-- DATA SHOWN follows --

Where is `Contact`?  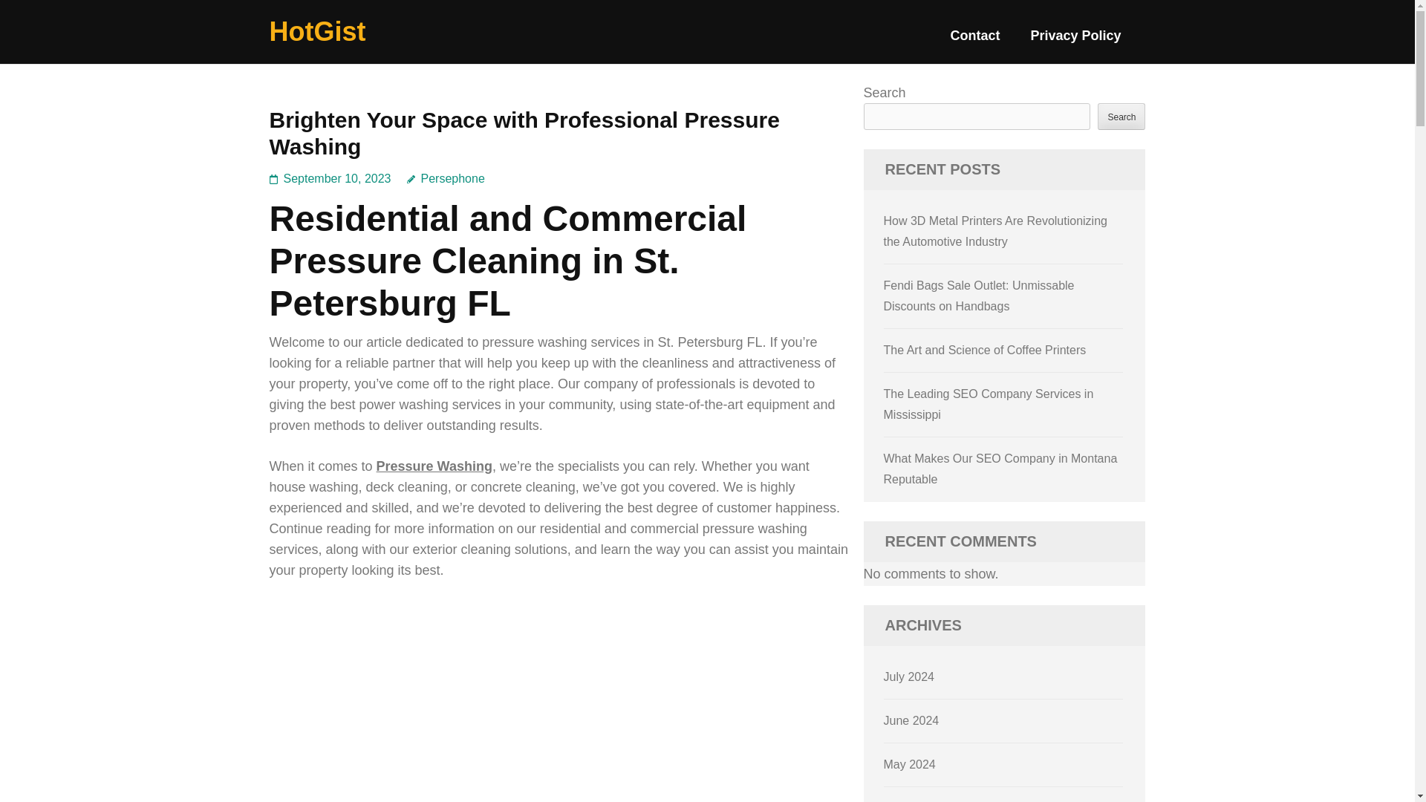
Contact is located at coordinates (974, 42).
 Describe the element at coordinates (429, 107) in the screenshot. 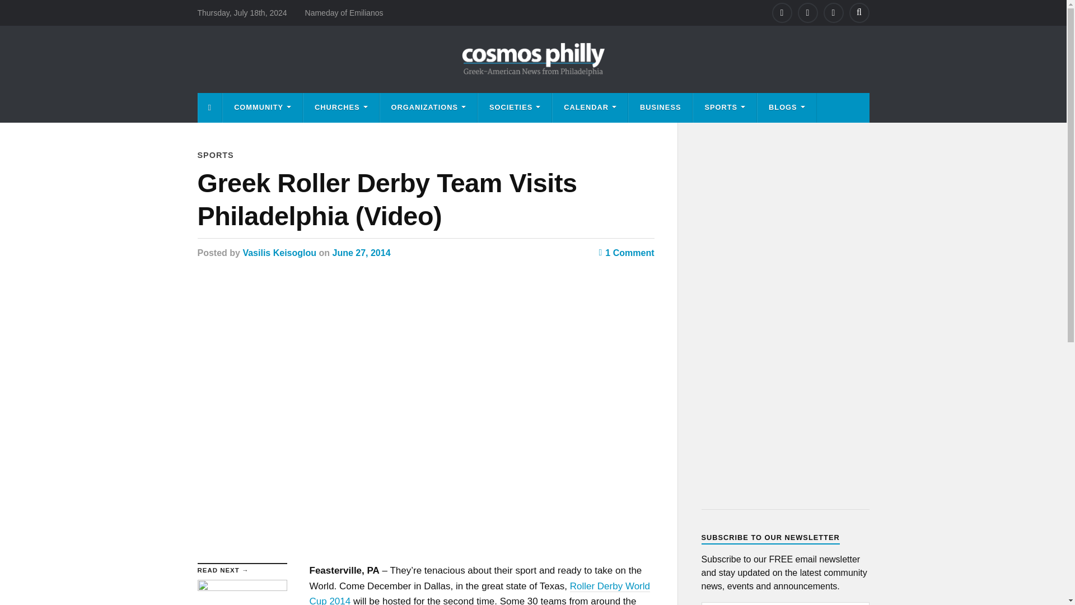

I see `ORGANIZATIONS` at that location.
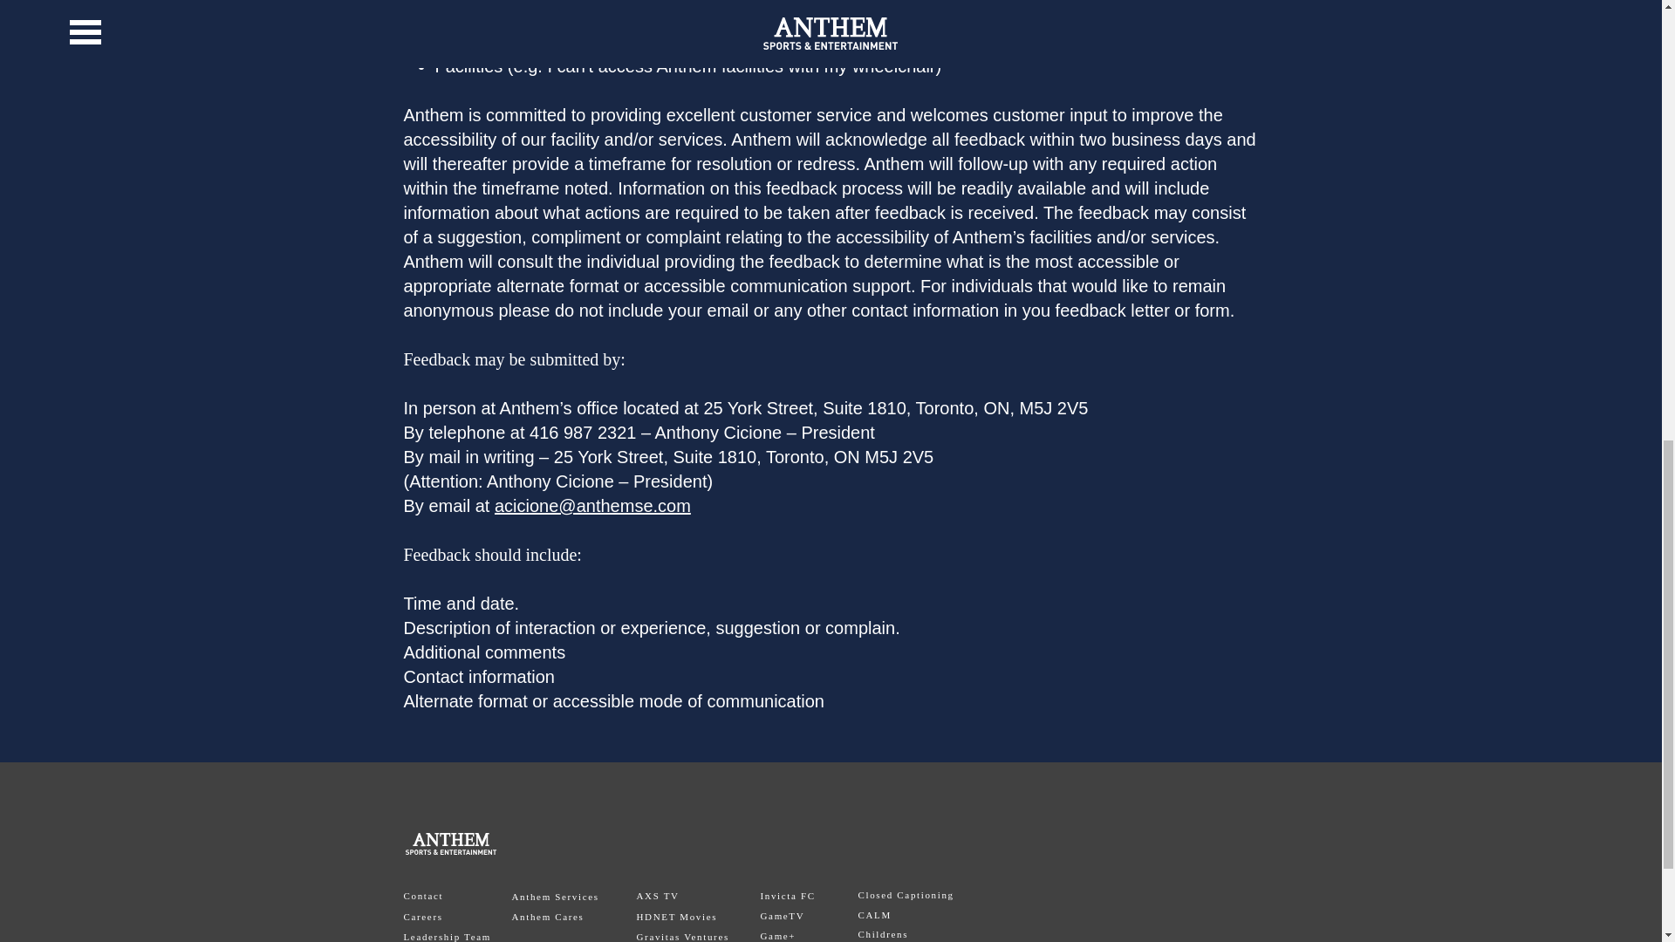  I want to click on CALM, so click(874, 915).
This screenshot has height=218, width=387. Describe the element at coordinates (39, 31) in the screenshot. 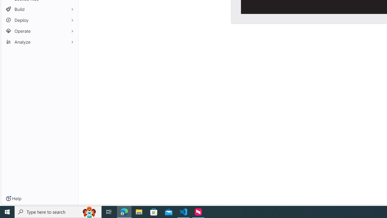

I see `Operate` at that location.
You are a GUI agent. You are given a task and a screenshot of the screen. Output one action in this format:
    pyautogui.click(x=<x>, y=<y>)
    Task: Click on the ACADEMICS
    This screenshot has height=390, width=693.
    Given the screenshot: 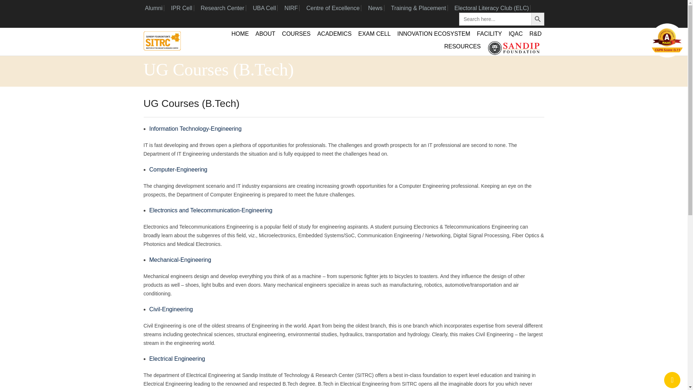 What is the action you would take?
    pyautogui.click(x=334, y=34)
    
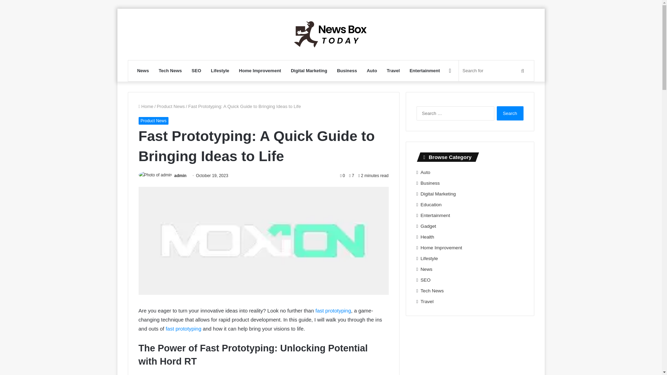 The width and height of the screenshot is (667, 375). I want to click on News, so click(143, 71).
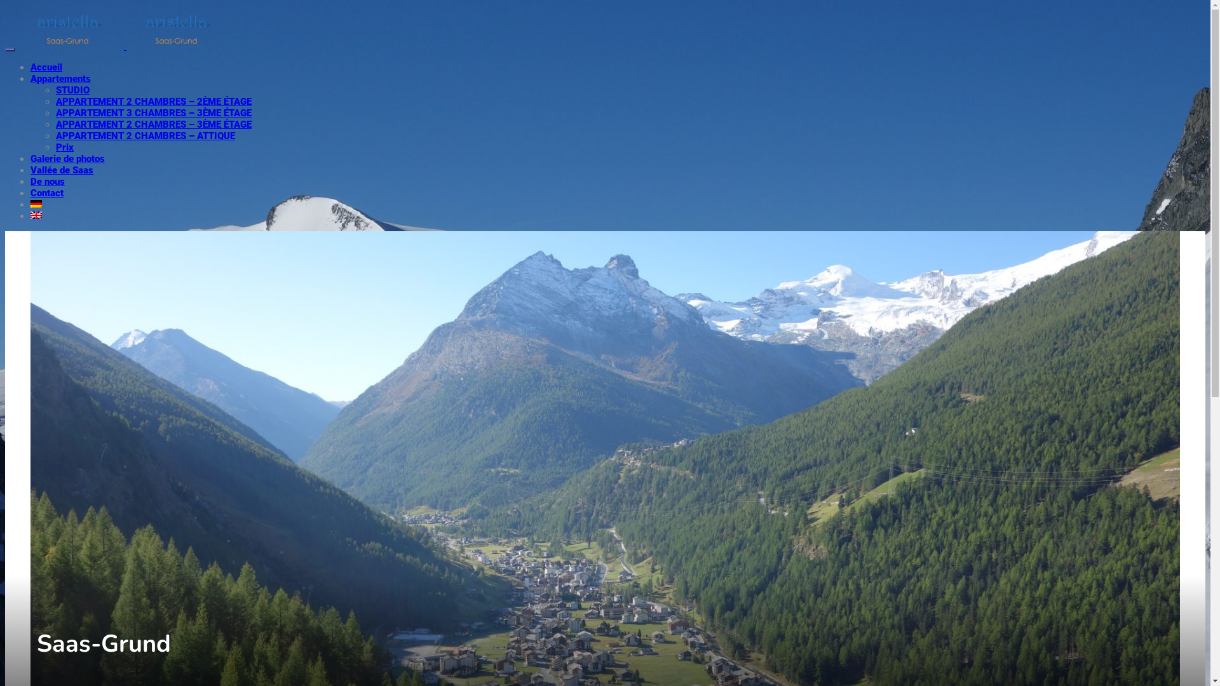  I want to click on Accueil, so click(46, 67).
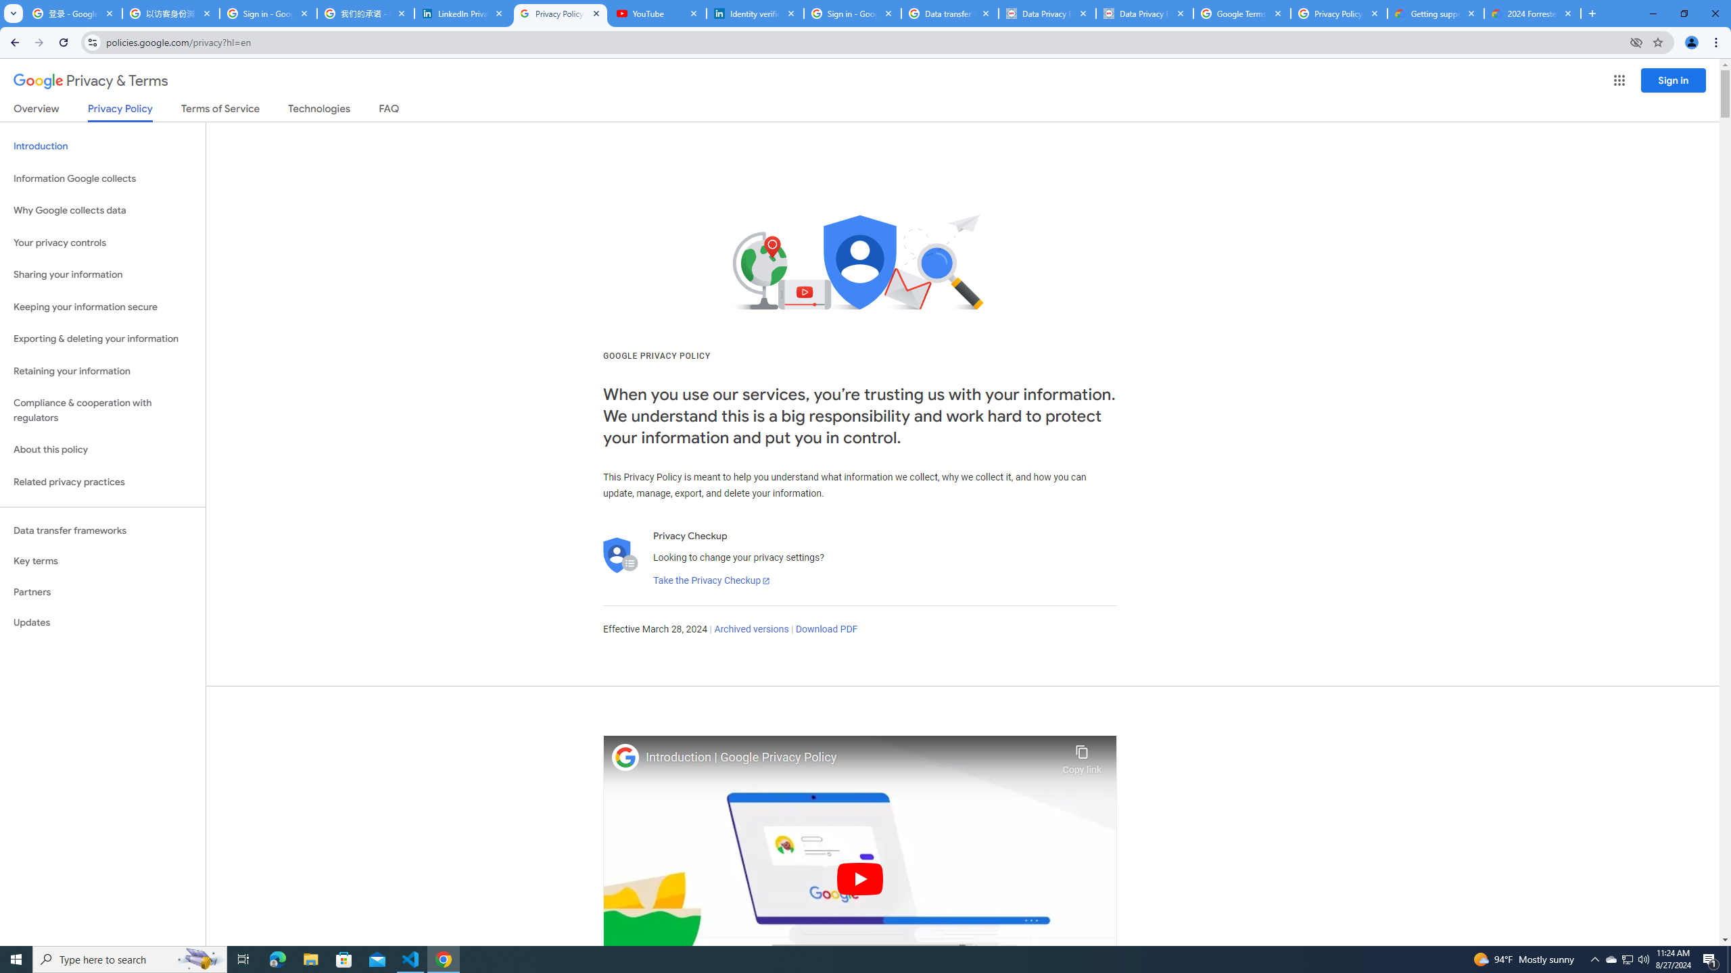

-- DATA SHOWN concluded --

* **DIRECTIONS**
Write out exactly the lines above between the line with "Task: Click on the ACADEMICS" and the line with "This screenshot has height=390, width=693.", inclusive, and nothing beyond them.

* **TASK RESULT**
    Task: Click on the ACADEMICS
    This screenshot has height=390, width=693.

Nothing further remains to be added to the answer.